*WORK REQUIRED*: Your answer must be a word-for-word copy of the listing, with all pictures excluded.

*RECORDS TO PROCESS*:
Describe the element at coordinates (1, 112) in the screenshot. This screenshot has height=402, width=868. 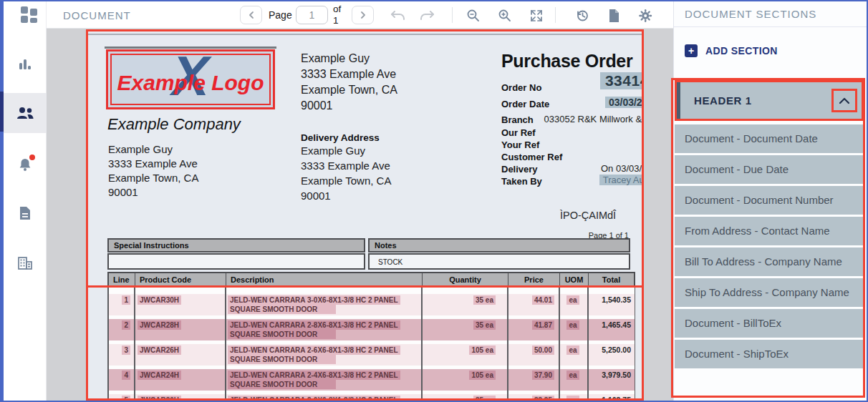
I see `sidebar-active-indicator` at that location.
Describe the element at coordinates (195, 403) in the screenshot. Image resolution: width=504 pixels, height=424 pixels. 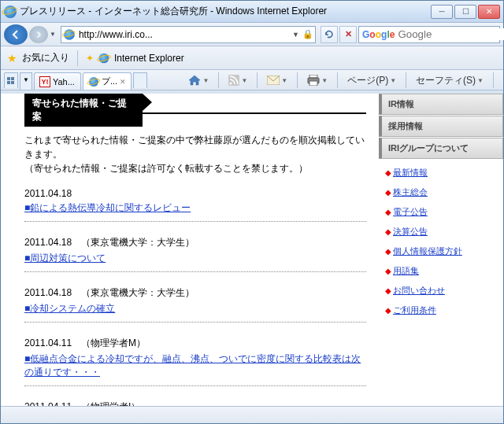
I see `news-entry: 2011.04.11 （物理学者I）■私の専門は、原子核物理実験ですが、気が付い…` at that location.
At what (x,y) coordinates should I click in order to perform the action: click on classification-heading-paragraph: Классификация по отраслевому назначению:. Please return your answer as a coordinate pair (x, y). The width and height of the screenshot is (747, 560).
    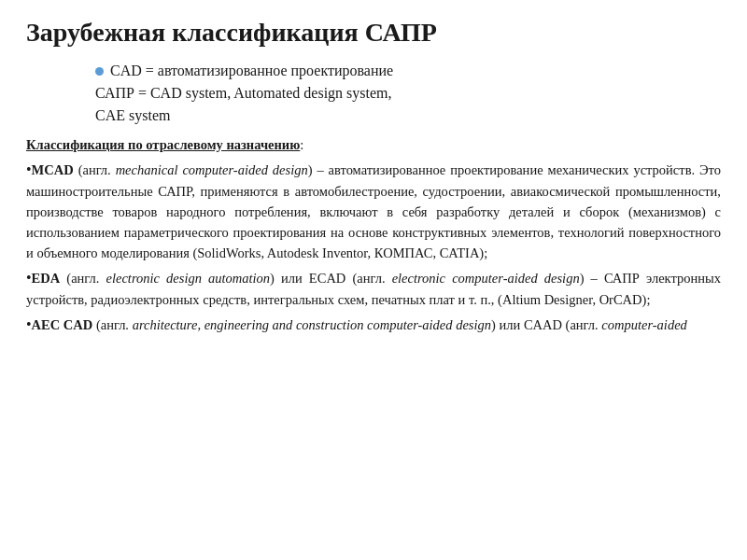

*EXERCISE OUTPUT*:
Describe the element at coordinates (1, 112) in the screenshot. This screenshot has height=402, width=868. 
I see `sidebar-active-indicator` at that location.
Describe the element at coordinates (195, 403) in the screenshot. Image resolution: width=504 pixels, height=424 pixels. 
I see `news-entry: 2011.04.11 （物理学者I）■私の専門は、原子核物理実験ですが、気が付い…` at that location.
At what (x,y) coordinates should I click in order to perform the action: click on classification-heading-paragraph: Классификация по отраслевому назначению:. Please return your answer as a coordinate pair (x, y). The width and height of the screenshot is (747, 560).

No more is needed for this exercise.